1 Samuel Williston, Contracts § 43, at 140 (3d ed.1957).
EDSI’s illusory promise does not create a binding obligation. The purported arbitration agreement therefore lacks a mutuality of obligation. Without a mutuality of obligation, the agreement lacks consideration and, accordingly, does not constitute an enforceable arbitration agreement. 8
V.
Ryan’s has pursued an acceptable objective in an unacceptable manner. An employer may enter an agreement with employees requiring the arbitration of all employment disputes, including those involving federal statutory claims. Yet an employer cannot seek to do so in such a way that leaves employees with no consideration for their promise to submit their disputes to arbitration. Here, we find that Floss and Daniels did not receive any consideration for their promise to arbitrate their disputes. We thus refuse to enforce their promise in favor of Ryan’s.
The judgment of the United States District Court for the Eastern District of Tennessee in case 99-5187 is AFFIRMED, and the judgment of the United States District Court for the Eastern District of Kentucky in case 99-5099 is REVERSED.
Notes
. A notice on the inside cover of the packet informs applicants that they must agree to the terms and conditions outlined in the agreement in order to be considered for employment with Ryan's.
. The agreement received by Daniels designated Employment Dispute Resolution, Inc. ("EDR”) as the arbitration services provider. EDR is now apparently referred to as Employment Dispute Services, Inc. ("EDSI”).
. Floss also asserted state-law claims for false imprisonment and intentional infliction of emotional distress, naming as codefendants the two management employees involved in the alleged confrontation.
.Daniels also asserted a claim under a state disability discrimination statute.

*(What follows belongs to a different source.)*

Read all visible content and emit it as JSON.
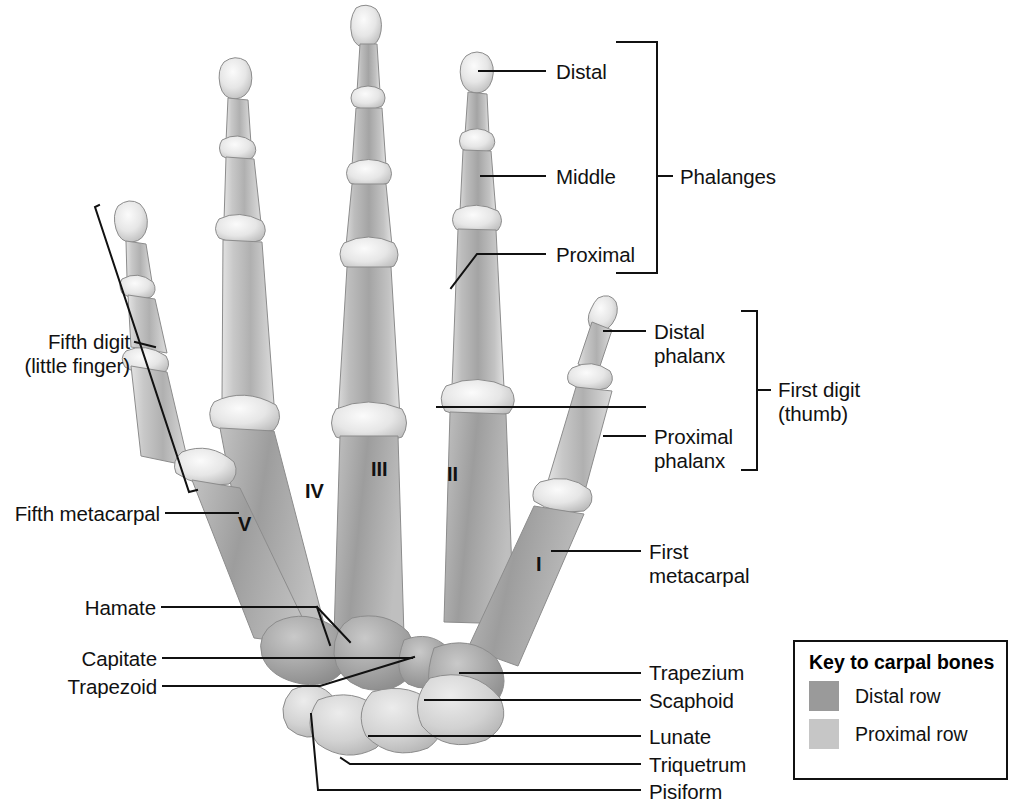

. The district court enforced the agreement under the Federal Arbitration Act ("FAA”). See 9 U.S.C. § 2. The FAA authorizes federal district courts to stay a proceeding if any matter raised therein is subject to an arbitration agreement and to issue an order compelling arbitration if a party has filed suit in contravention of an arbitration agreement. See 9 U.S.C. §§ 3 and 4.
. This Court has found that a stay order may constitute a final order when the stay delays the enforcement of a judgment pending the clarification of that judgment.
See M & C Corp. v. Erwin Behr GmbH & Co.,
. Under EDSI’s current procedures, a panel of three "adjudicators” preside over every arbitration proceeding. Each adjudicator is selected from one of three "selection pools.” One pool consists of supervisors or managers of an employer who has entered into an arbi *314 tration agreement with EDSI. A second pool consists of nonsupervisory employees of an employer who is a signatory to an EDSI arbitration agreement. A third pool consists of attorneys, retired judges, and "other competent professional persons” not associated with either party. If the dispute involves more than $20,000, only licensed attorneys are included in this third pool.
The selection process begins with EDSI furnishing both parties a list of potential adjudicators organized according to each selection pool. Information regarding each adjudicator’s recent employment history and related biographical information is provided to the parties along with this list. The parties may then move to strike any adjudicator for cause. Following the removal of any adjudicators for cause, the parties each strike a name from the list until only one name remains from each selection pool.
. Floss insists that the district court erred in determining as a matter of law that she was not fraudulently induced to sign the agreement. Because the agreement is unenforceable on other grounds, we do not address this argument.